Reference criteria are needed for wetland monitoring and assessment programs. We used field-collected vegetation data from non-forested wetland sites in the south-central United States to establish preliminary criteria for identifying reference-quality wetlands in future surveys. Our analysis included three parts: (1) preliminary reference verification and metric ranking using boxplots and standardized effect size, (2) updating the putative reference sample and metric selection using Test Site Analysis, and (3) establishing reference criteria from best-metric confidence intervals and indicator species combinations. The Floristic Quality Assessment Index most clearly distinguished the reference wetlands; an index value of at least 20 is recommended for future reference designations in the study region. Other potential reference criteria include a maximum of 3-5 % bare ground in the 100 m buffer, a moderately sensitive species assemblage (mean conservatism>5.0), a small percentage (<10 %) of tolerant species (coefficient of conservatism≤2), and high native richness (>22 species). Five single species, four pairs, and one triplet combination were extracted as potential indicators of reference sites from 70,375 combinations of 75 candidate species, offering an efficient alternative to sampling entire vegetation communities. The analysis framework in this case study could be useful for similar projects in other regions.
Summary
Species occurrences have multiple ecological states that may strongly influence community analysis and inference. This may be especially true in freshwater systems where many animals have complex life cycles with adult dispersal and juvenile resident stages.
The effects of ecological state variation on standard empirical approaches are largely unknown.

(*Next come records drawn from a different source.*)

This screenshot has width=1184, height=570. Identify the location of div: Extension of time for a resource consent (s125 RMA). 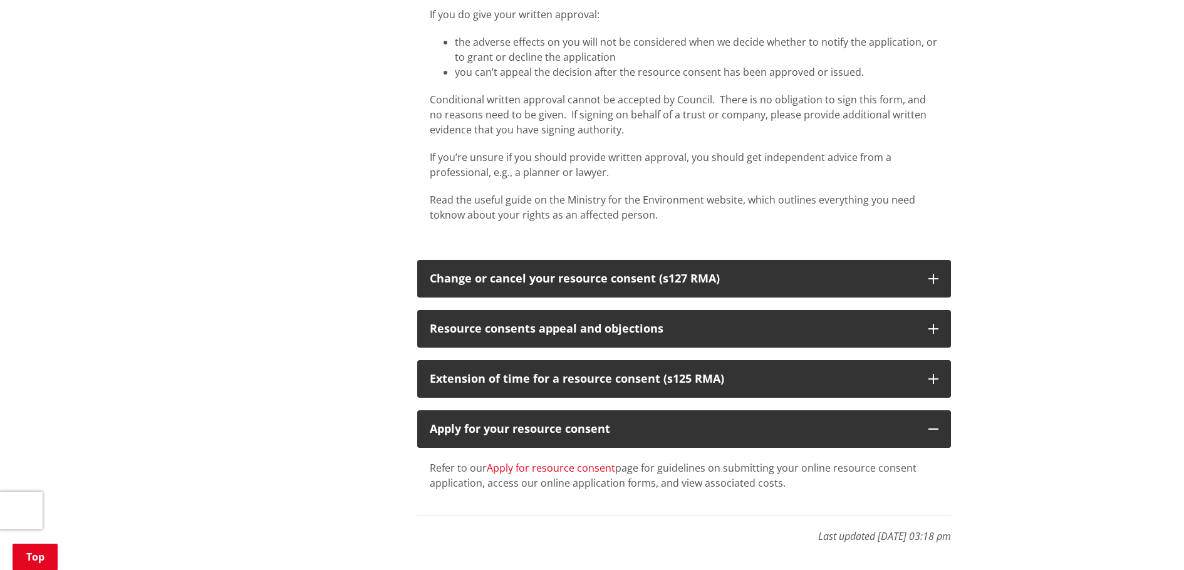
(673, 379).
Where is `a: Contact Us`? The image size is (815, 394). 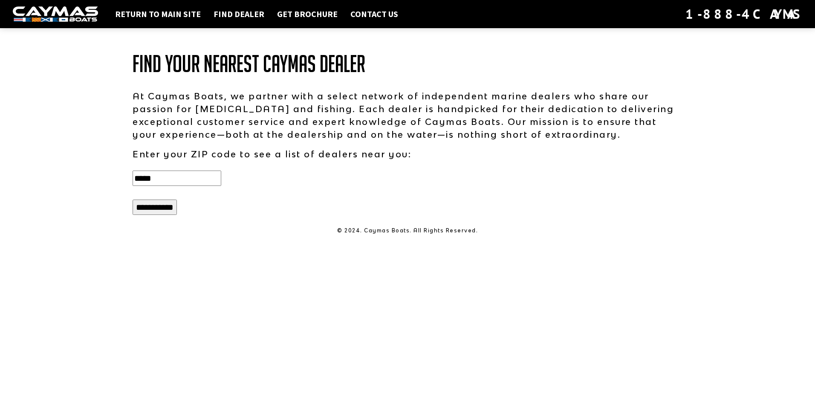 a: Contact Us is located at coordinates (374, 14).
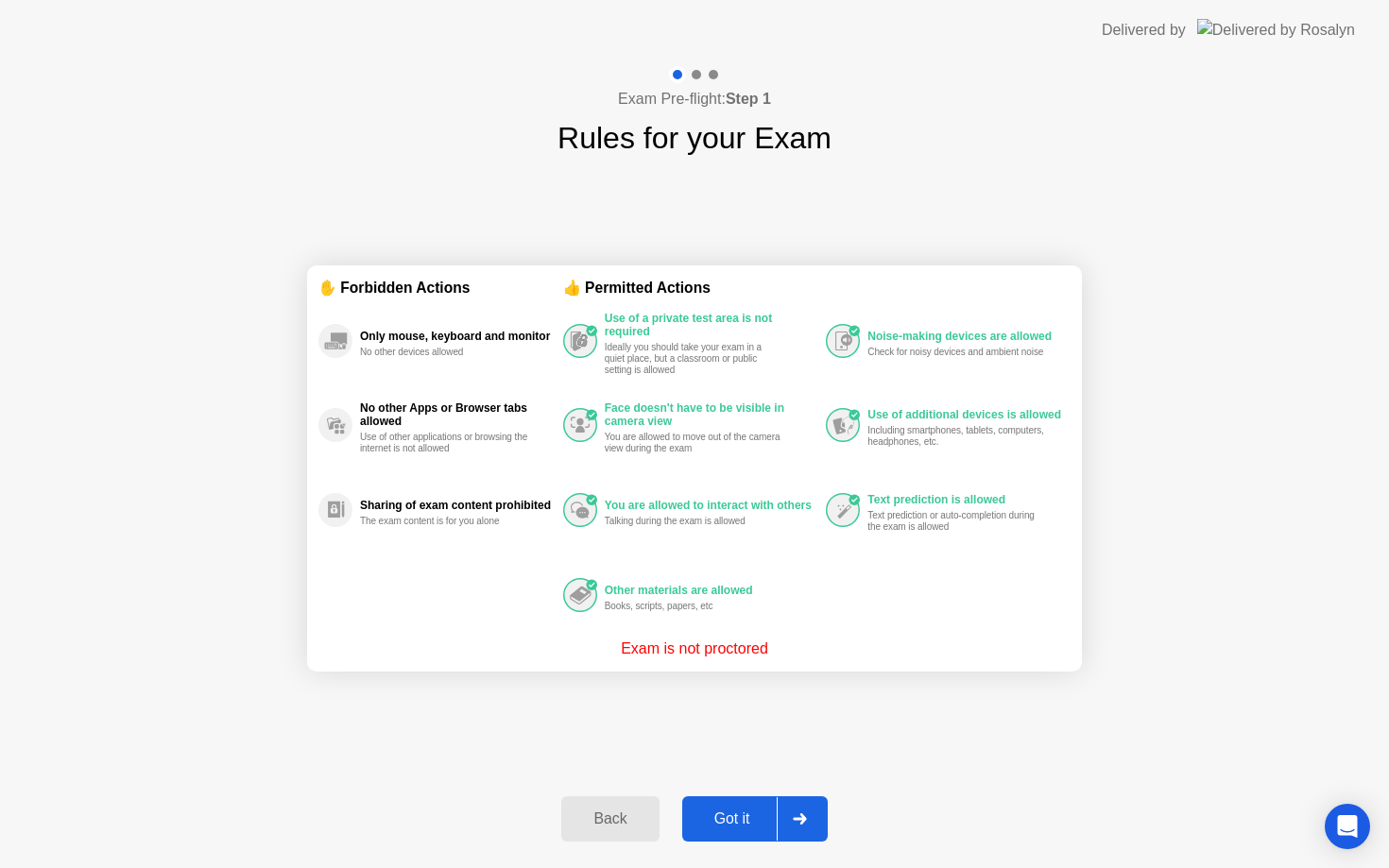 The height and width of the screenshot is (868, 1389). What do you see at coordinates (755, 819) in the screenshot?
I see `button: Got it` at bounding box center [755, 819].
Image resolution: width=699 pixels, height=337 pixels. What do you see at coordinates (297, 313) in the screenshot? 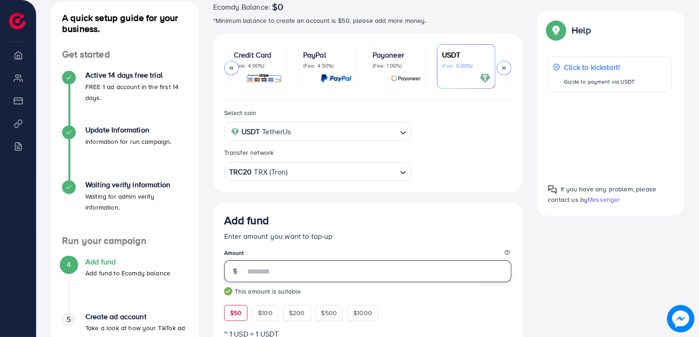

Here, we analysed the effects of natal resident versus non‐natal immigrant species occurrence on community‐level environmental gradient modelling and spatial–environmental hypothesis testing using adult dragonflies and damselflies as model taxa.
Resident and total (resident + immigrant) occurrences of these taxa responded to different sets of environmental variables and resident occurrences reduced model selection uncertainty in 75% of test cases.
Effects of environmental gradients, spatial gradients or both were observed in residents but not immigrants, and supported predictions of dispersal limitation and niche‐based species sorting often implicated for structuring freshwater communities.
These results indicate that resident‐only analysis of the dispersal stage should improve multi‐model inference and detection of spatial–environmental effects in freshwater community ecology. The species resident–immigrant dichotomy neglects population dynamics and individual variation yet apparently marks an ecologically significant boundary that scales up to influence community‐level occurrence patterns.